The growth pattern of long-range connections in the brain predicts how a child’s reading skills will develop, according to research published in Proceedings of the National Academy of Sciences, Nature News reports.

Literacy requires the integration of activity in brain areas involved in vision, hearing and language. These areas are distributed throughout the brain, so efficient communication between them is essential for proficient reading.

Jason Yeatman, a neuroscientist at Stanford University in California, and his colleagues studied how the development of reading ability relates to growth in the brain’s white-matter tracts, the bundles of nerve fibers that connect distant regions of the brain.

They tested how the reading skills of 55 children aged between 7 and 12 years old developed over a three-year period. There were big differences in reading ability between the children, and these differences persisted — the children who were weak readers relative to their peers at the beginning of the study were still weak three years later.
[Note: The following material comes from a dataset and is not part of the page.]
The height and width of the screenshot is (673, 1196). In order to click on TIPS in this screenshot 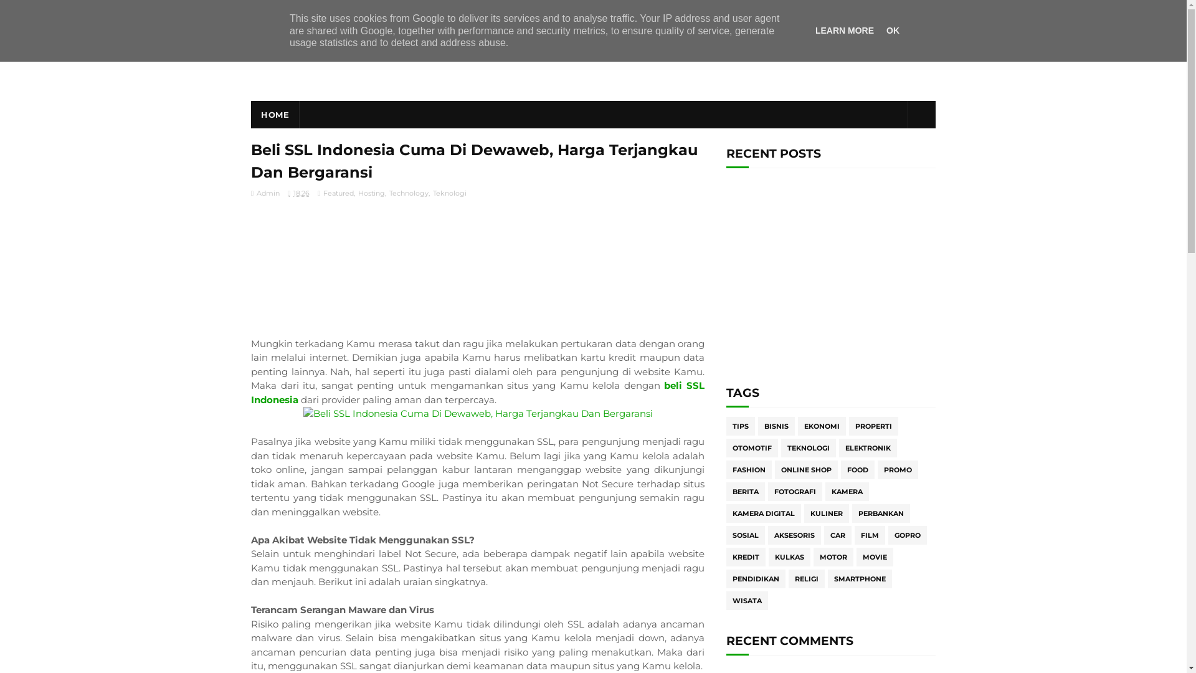, I will do `click(741, 426)`.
The growth of white-matter tracts is governed by pruning, the process that eliminates extraneous nerve fibres and neuronal connections; and myelination, in which individual nerve fibres in the tracts are enveloped by a fatty, insulating tissue that increases the speed of transmission. Both processes are influenced by experience — underused nerve fibres are pruned, whereas others are myelinated — so they occur at different rates and times in different people.

Yeatman says that individual children might benefit from reading lessons that are tailored to their patterns of brain development. In the future, it may be possible to determine exactly when pruning is taking place — children may find it easiest to learn to read at this stage of development, when there is greater potential for remodelling in the brain. “We’d really like to find a way of predicting who’s going to struggle with reading before they start struggling,” he says.